Confine Quotes - page 2
The ill-success of the projects of misdirected ingenuity has very naturally the effect of driving those men of practical skill, who, though without scientific knowledge, possess prudence and common sense, to the opposite extreme of caution, and of inducing them to avoid all experiments, and to confine themselves to the careful copying of successful existing structures and machines; a course which, although it avoids risk, would, if generally followed, stop the progress of all improvement. A similar course has sometimes... been adopted by men possessed of scientific as well as practical skill: such men having, in certain cases, from deference to popular prejudice, or from a dread of being reputed us theorists, considered it advisable to adopt the worse and customary design for a work in preference to a better but unusual design.
William John Macquorn Rankine
The powers of the legislature are defined, and limited; and that those limits may not be mistaken, or forgotten, the constitution is written. To what purpose are powers limited, and to what purpose is that limitation committed to writing, if these limits may, at any time, be passed by those intended to be restrained? The distinction, between a government with limited and unlimited powers, is abolished, if those limits do not confine the persons on whom they are imposed, and if acts prohibited and acts allowed, are of equal obligation. It is a proposition too plain to be contested, that the constitution controls any legislative act repugnant to it; or, that the legislature may alter the constitution by an ordinary act.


» **Activity**
Word for word, copy out the data below, omitting pictures.

» **Excerpts from an interface dataset**

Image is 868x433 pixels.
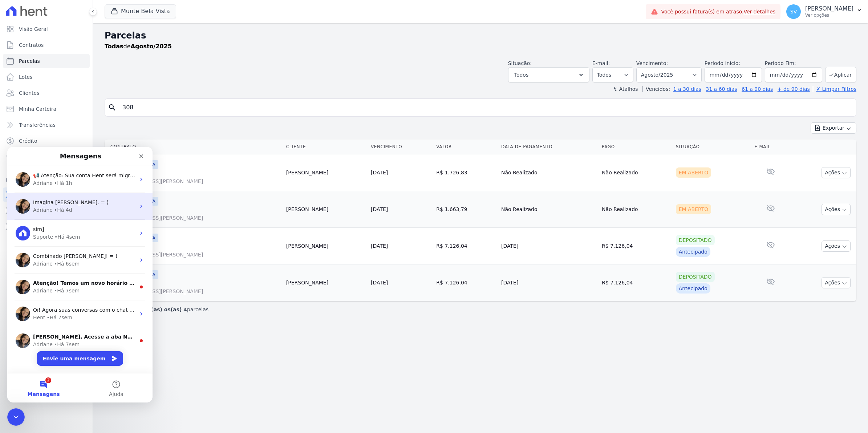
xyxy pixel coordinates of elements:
[498,265,599,301] td: [DATE]
[3,134,90,148] a: Crédito
[110,207,280,222] a: 308[STREET_ADDRESS][PERSON_NAME]
[706,86,737,92] a: 31 a 60 dias
[19,89,39,97] span: Clientes
[676,272,715,282] div: Depositado
[3,203,90,218] a: Conta Hent
[7,147,152,403] iframe: Intercom live chat
[3,38,90,53] a: Contratos
[19,121,56,129] span: Transferências
[371,280,388,286] a: [DATE]
[704,60,740,66] label: Período Inicío:
[676,204,712,214] div: Em Aberto
[3,54,90,69] a: Parcelas
[371,206,388,212] a: [DATE]
[30,204,116,219] button: Envie uma mensagem
[113,306,208,313] p: Exibindo parcelas
[821,204,851,215] button: Ações
[40,167,65,175] div: • Há 7sem
[110,244,280,258] a: 1308[STREET_ADDRESS][PERSON_NAME]
[26,140,45,148] div: Adriane
[825,67,857,83] button: Aplicar
[3,22,90,37] a: Visão Geral
[637,60,668,66] label: Vencimento:
[26,187,490,193] span: [PERSON_NAME], Acesse a aba Noticias e fique por dentro das novidades Hent. Acabamos de postar um...
[514,70,528,79] span: Todos
[498,191,599,228] td: Não Realizado
[821,277,851,288] button: Ações
[599,191,673,228] td: Não Realizado
[821,167,851,178] button: Ações
[498,154,599,191] td: Não Realizado
[368,139,433,154] th: Vencimento
[20,245,53,250] span: Mensagens
[433,265,498,301] td: R$ 7.126,04
[805,5,854,12] p: [PERSON_NAME]
[6,176,87,184] div: Plataformas
[599,228,673,265] td: R$ 7.126,04
[676,235,715,245] div: Depositado
[821,240,851,252] button: Ações
[47,140,72,148] div: • Há 7sem
[752,139,790,154] th: E-mail
[19,138,37,145] span: Crédito
[508,67,589,83] button: Todos
[508,60,532,66] label: Situação:
[105,29,857,42] h2: Parcelas
[19,57,40,64] span: Parcelas
[3,102,90,116] a: Minha Carteira
[8,160,23,174] img: Profile image for Adriane
[791,9,797,14] span: SV
[676,247,710,257] div: Antecipado
[110,178,280,185] span: [STREET_ADDRESS][PERSON_NAME]
[283,265,368,301] td: [PERSON_NAME]
[676,284,710,294] div: Antecipado
[19,25,48,32] span: Visão Geral
[118,100,853,115] input: Buscar por nome do lote ou do cliente
[599,265,673,301] td: R$ 7.126,04
[47,194,72,201] div: • Há 7sem
[673,139,752,154] th: Situação
[110,251,280,258] span: [STREET_ADDRESS][PERSON_NAME]
[765,60,823,67] label: Período Fim:
[813,86,857,92] a: ✗ Limpar Filtros
[105,4,176,18] button: Munte Bela Vista
[592,60,610,66] label: E-mail:
[26,160,198,166] span: Oi! Agora suas conversas com o chat ficam aqui. Clique para falar...
[7,408,25,426] iframe: Intercom live chat
[283,139,368,154] th: Cliente
[744,9,776,15] a: Ver detalhes
[781,1,868,22] button: SV [PERSON_NAME] Ver opções
[371,243,388,249] a: [DATE]
[8,187,23,201] img: Profile image for Adriane
[3,70,90,84] a: Lotes
[283,228,368,265] td: [PERSON_NAME]
[110,288,280,295] span: [STREET_ADDRESS][PERSON_NAME]
[135,307,187,312] b: todos(as) os(as) 4
[110,214,280,222] span: [STREET_ADDRESS][PERSON_NAME]
[3,187,90,202] a: Recebíveis
[26,194,45,201] div: Adriane
[283,154,368,191] td: [PERSON_NAME]
[19,73,32,81] span: Lotes
[73,227,145,256] button: Ajuda
[433,228,498,265] td: R$ 7.126,04
[661,8,775,15] span: Você possui fatura(s) em atraso.
[105,139,283,154] th: Contrato
[3,118,90,132] a: Transferências
[742,86,773,92] a: 61 a 90 dias
[108,103,116,112] i: search
[642,86,670,92] label: Vencidos:
[110,281,280,295] a: 1308[STREET_ADDRESS][PERSON_NAME]
[3,86,90,100] a: Clientes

» **Expected answer**
Image is 868x433 pixels.
xyxy pixel coordinates of elements:
[498,265,599,301] td: [DATE]
[3,134,90,148] a: Crédito
[110,207,280,222] a: 308[STREET_ADDRESS][PERSON_NAME]
[706,86,737,92] a: 31 a 60 dias
[19,89,39,97] span: Clientes
[676,272,715,282] div: Depositado
[3,203,90,218] a: Conta Hent
[7,147,152,403] iframe: Intercom live chat
[3,38,90,53] a: Contratos
[19,121,56,129] span: Transferências
[371,280,388,286] a: [DATE]
[704,60,740,66] label: Período Inicío:
[676,204,712,214] div: Em Aberto
[3,54,90,69] a: Parcelas
[371,206,388,212] a: [DATE]
[30,204,116,219] button: Envie uma mensagem
[113,306,208,313] p: Exibindo parcelas
[821,204,851,215] button: Ações
[40,167,65,175] div: • Há 7sem
[110,244,280,258] a: 1308[STREET_ADDRESS][PERSON_NAME]
[26,140,45,148] div: Adriane
[825,67,857,83] button: Aplicar
[3,22,90,37] a: Visão Geral
[637,60,668,66] label: Vencimento:
[26,187,490,193] span: [PERSON_NAME], Acesse a aba Noticias e fique por dentro das novidades Hent. Acabamos de postar um...
[514,70,528,79] span: Todos
[498,191,599,228] td: Não Realizado
[821,277,851,288] button: Ações
[599,191,673,228] td: Não Realizado
[821,167,851,178] button: Ações
[498,154,599,191] td: Não Realizado
[368,139,433,154] th: Vencimento
[20,245,53,250] span: Mensagens
[433,265,498,301] td: R$ 7.126,04
[805,5,854,12] p: [PERSON_NAME]
[6,176,87,184] div: Plataformas
[599,228,673,265] td: R$ 7.126,04
[676,235,715,245] div: Depositado
[821,240,851,252] button: Ações
[47,140,72,148] div: • Há 7sem
[752,139,790,154] th: E-mail
[19,138,37,145] span: Crédito
[508,67,589,83] button: Todos
[508,60,532,66] label: Situação:
[105,29,857,42] h2: Parcelas
[19,57,40,64] span: Parcelas
[3,102,90,116] a: Minha Carteira
[8,160,23,174] img: Profile image for Adriane
[791,9,797,14] span: SV
[676,247,710,257] div: Antecipado
[110,178,280,185] span: [STREET_ADDRESS][PERSON_NAME]
[283,265,368,301] td: [PERSON_NAME]
[676,284,710,294] div: Antecipado
[19,25,48,32] span: Visão Geral
[118,100,853,115] input: Buscar por nome do lote ou do cliente
[599,265,673,301] td: R$ 7.126,04
[47,194,72,201] div: • Há 7sem
[673,139,752,154] th: Situação
[110,251,280,258] span: [STREET_ADDRESS][PERSON_NAME]
[765,60,823,67] label: Período Fim:
[813,86,857,92] a: ✗ Limpar Filtros
[105,4,176,18] button: Munte Bela Vista
[592,60,610,66] label: E-mail:
[26,160,198,166] span: Oi! Agora suas conversas com o chat ficam aqui. Clique para falar...
[7,408,25,426] iframe: Intercom live chat
[283,139,368,154] th: Cliente
[744,9,776,15] a: Ver detalhes
[781,1,868,22] button: SV [PERSON_NAME] Ver opções
[371,243,388,249] a: [DATE]
[8,187,23,201] img: Profile image for Adriane
[3,70,90,84] a: Lotes
[283,228,368,265] td: [PERSON_NAME]
[110,288,280,295] span: [STREET_ADDRESS][PERSON_NAME]
[135,307,187,312] b: todos(as) os(as) 4
[110,214,280,222] span: [STREET_ADDRESS][PERSON_NAME]
[3,187,90,202] a: Recebíveis
[26,194,45,201] div: Adriane
[283,154,368,191] td: [PERSON_NAME]
[19,73,32,81] span: Lotes
[73,227,145,256] button: Ajuda
[433,228,498,265] td: R$ 7.126,04
[661,8,775,15] span: Você possui fatura(s) em atraso.
[105,139,283,154] th: Contrato
[3,118,90,132] a: Transferências
[742,86,773,92] a: 61 a 90 dias
[108,103,116,112] i: search
[642,86,670,92] label: Vencidos:
[110,281,280,295] a: 1308[STREET_ADDRESS][PERSON_NAME]
[3,86,90,100] a: Clientes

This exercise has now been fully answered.